Build one page at a time. Do not batch multiple pages.

  1. Review the complete page for:
    • Consistent spacing and rhythm
    • Background colour sequence (no jarring transitions)
    • Typography hierarchy across sections
    • Animation budget (one hero moment, limited secondary motion)
    • Mobile responsiveness patterns
  2. Run the checklist from modules/04-brand-system.md § Brand Application Checklist

  3. QA pass (must-do):
    • Mobile width sweep: no horizontal scroll, containers fit 100%
    • Cards/grids stack cleanly on small screens
    • Pills/tags/buttons wrap without awkward breaks
    • Code blocks wrap or scroll without breaking layout
    • Tap targets are comfortably sized
  4. Make refinements

Output: Present the finished page to the user.


Module Index

Consult these during Phase 1 and Phase 2 as needed:

Module Use During Purpose
modules/01-brief-and-inputs.md Phase 0 Clarifying requirements, environment setup
modules/02-structure-decisions.md Phase 1, Phase 2 (heroes) Hero types, section rhythm, backgrounds
modules/03-components-and-sections.md Phase 2 Section patterns, grids, cards, animations
modules/04-brand-system.md Phase 2, Phase 3 Colours, typography, contrast rules, checklist
modules/05-image-use.md Phase 2 Sourcing and treating images
modules/06-tone-of-voice.md Phase 2 Writing copy that sounds like the Hub

Snippets & References

  • snippets/templates/ — Starting-point HTML for common patterns
  • snippets/references/helper-classes.md — Utility class quick reference
  • snippets/references/logo-carousel.md — Partner logo implementation
  • snippets/references/programmatic-backgrounds.md — Building blocks for animated/generative backgrounds when no photography is available

Critical Rules

  1. Never skip the skeleton. Even for “simple” pages. The skeleton is where bad decisions get caught early.
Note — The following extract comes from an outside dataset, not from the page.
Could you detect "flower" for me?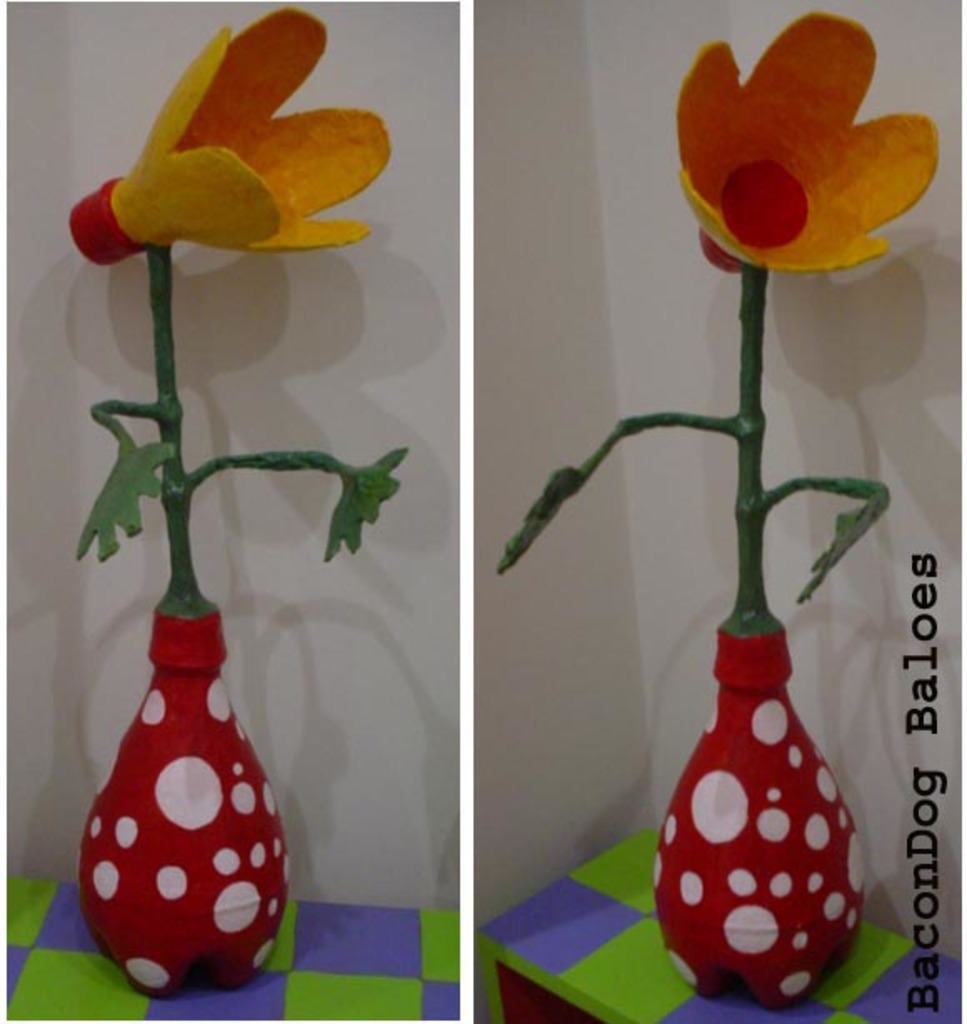
Detection result: 677,3,944,282.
  2. Never batch-write all sections at once. Sequential building maintains quality and allows course correction.

  3. Wait for user approval after Phase 1. Structure changes are cheap; code changes are expensive.

  4. Invention over templates. The snippets and examples are starting points. Every page should have at least one element that feels custom to its content.

  5. Photography first, programmatic second. Real images of real people and places create authenticity. Use programmatic backgrounds when photography isn’t available or doesn’t fit the content.